Security tip: Rotate the refresh token on every refresh and detect reuse server-side. Invalidate the old token so a stolen one can’t be replayed.
🔄 After Refreshing the Tab
- Access token in memory? Gone. Poof. 🪄
- Refresh token cookie? Still there, browser keeps it. 🍪
So on app boot:
// bootstrap.ts
try {
const res = await axios.post('/auth/refresh', null, { withCredentials: true });
setAccessToken(res.data.accessToken);
} catch {
setAccessToken(null);
redirectToLogin();
}
Result: User stays logged in like nothing happened.
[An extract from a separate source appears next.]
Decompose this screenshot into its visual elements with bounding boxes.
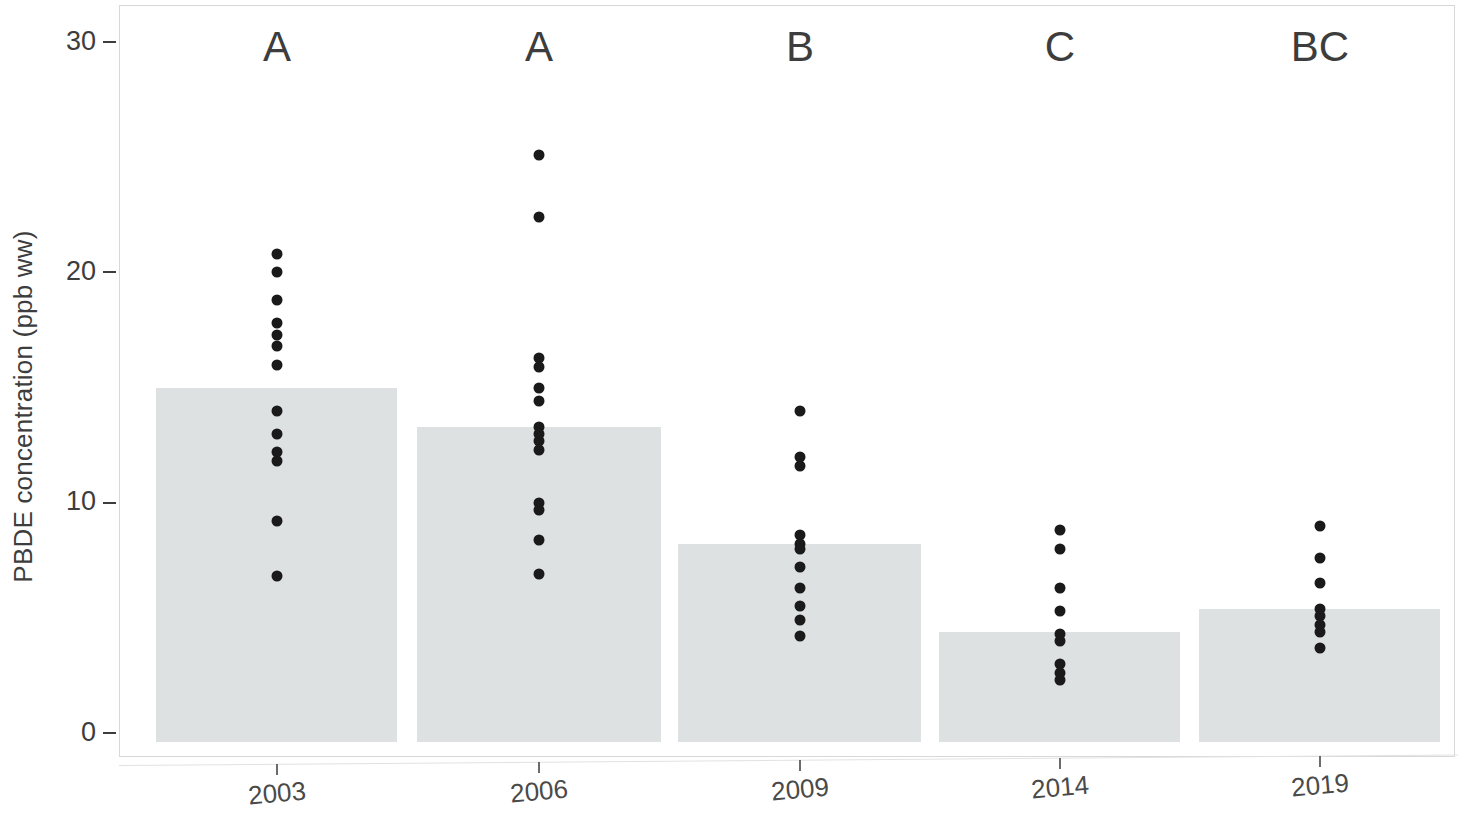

⚔️ Pitfalls & How to Avoid Them
Pitfall | Why it’s bad | Fix |
---|---|---|
Long-lived Access Tokens | If stolen, attacker gets days of free access | Keep AT short (≤15 min) |
Refresh Token in JS storage | Equivalent to leaving your house key under the mat | Always cookie (HttpOnly + Secure + SameSite) |
Wildcard CORS (* ) with credentials | Any site could make requests with your cookies | Strictly whitelist origins |
Not rotating refresh tokens | If one leaks, attacker reuses forever | Rotate RT on every refresh |
Ignoring CSRF | If cookies auto-send on cross-site POST | Add CSRF tokens for cookie-based auth endpoints |
📝 Example “Do and Don’t” Cheatsheet
✅ Do this:
// Create an axios instance with cookies enabled
const api = axios.create({ withCredentials: true });
let isRefreshing = false;
let pendingRequests = [] as Array<(token?: string) => void>;
api.interceptors.request.use((config) => {
const token = getAccessToken();
if (token) config.headers.Authorization = `Bearer ${token}`;
return config;
});
api.interceptors.response.use(undefined, async (error) => {
const status = error.response?.status;
const original = error.config || {};
// Don't try to refresh if the refresh endpoint itself failed
const isRefreshCall = typeof original.url === 'string' && original.url.includes('/auth/refresh');
if (status === 401 && !original._retry && !isRefreshCall) {
(original as any)._retry = true;
if (isRefreshing) {
return new Promise((resolve) => {
pendingRequests.push((newToken) => {
if (newToken) {
original.headers = { ...original.headers, Authorization: `Bearer ${newToken}` };
}
resolve(api(original));
});
});
}
isRefreshing = true;
try {
const { data } = await api.post('/auth/refresh', null); // cookie sent automatically
setAccessToken(data.accessToken);
pendingRequests.forEach((cb) => cb(data.accessToken));
pendingRequests = [];
original.headers = { ...original.headers, Authorization: `Bearer ${data.accessToken}` };
return api(original);
} catch (e) {
pendingRequests.forEach((cb) => cb());
pendingRequests = [];
setAccessToken(null);
redirectToLogin();
return Promise.reject(e);
} finally {
isRefreshing = false;
}
}
return Promise.reject(error);
});
❌ Don’t do this:
// Storing in localStorage
const token = localStorage.getItem('accessToken');
fetch('/api/user', { headers: { Authorization: `Bearer ${token}` } });
🛡️ Extra Defenses
- Content-Security-Policy → block inline JS.
- Trusted Types (Chrome) → block XSS sinks.
- Don’t put tokens in URLs → they end up in logs & analytics.
- BroadcastChannel → cross-tab logout sync.